Word of the Day for Wednesday, May 24, 2006
torpid \TOR-pid\, adjective:
1. Having lost motion or the power of exertion and feeling; numb; benumbed.
2. Dormant; hibernating or estivating.
3. Dull; sluggish; apathetic.
Canary Islanders are citizens of Spain, but geography asserts itself from time to time, as a reminder that this land will always be Africa's: the trade winds get interrupted by strong gusts from the east that bring hot dust and sometimes even torpid, wind-buffeted locusts.-- Barbara Kingsolver, "Where the Map Stopped", New York Times, May 17, 1992
For more than twenty years--all my adult life--I have lived here: my great weight sunk, torpid in the heat, into this sagged chair on my rooftop patio.-- Peggy Payne, Sister India
Some animals became torpid in winter, others were torpid in summer.-- Ralph Waldo Emerson, The Conduct of Life
The debacle over signatures has roused the normally politically torpid Mayor, who dislikes pressing the flesh.-- Jan Cienski, "Petition bungle robs Mayor of spot on ballot", National Post, July 30, 2002
It is a man's own fault . . . if his mind grows torpid in old age.-- Samuel Johnson, quoted in James Boswell's Life of Samuel Johnson, Life of Samuel Johnson
Torpid comes from Latin torpidus, "numb, sluggish," from torpere, "to be sluggish, inert, or numb."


* Exercise directions: Pick out and copy every line below that has the word "content".

Element data from apps and pages
■ ■ ■ ■

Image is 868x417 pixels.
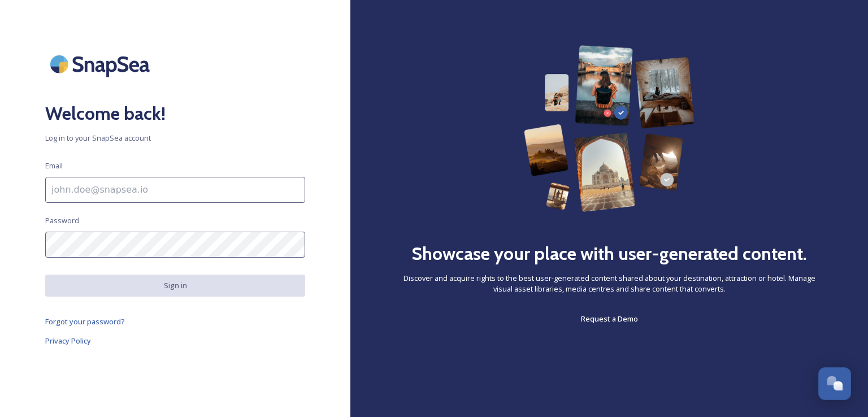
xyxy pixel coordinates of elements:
a: Forgot your password? [45,315,305,328]
a: Request a Demo [581,312,638,325]
a: Privacy Policy [45,334,305,347]
button: Sign in [45,274,305,296]
span: Log in to your SnapSea account [45,133,305,143]
span: Privacy Policy [45,335,91,346]
button: Open Chat [819,367,851,400]
span: Password [45,215,79,226]
h2: Welcome back! [45,100,305,127]
img: 63b42ca75bacad526042e722_Group%20154-p-800.png [524,45,694,212]
span: Request a Demo [581,313,638,324]
span: Discover and acquire rights to the best user-generated content shared about your destination, att... [396,273,823,294]
span: Forgot your password? [45,316,125,327]
h2: Showcase your place with user-generated content. [412,240,807,267]
span: Email [45,160,63,171]
img: SnapSea Logo [45,45,158,83]
input: john.doe@snapsea.io [45,177,305,203]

■ ■ ■ ■

* Task output:
span: Discover and acquire rights to the best user-generated content shared about your destination, att... [396,273,823,294]
h2: Showcase your place with user-generated content. [412,240,807,267]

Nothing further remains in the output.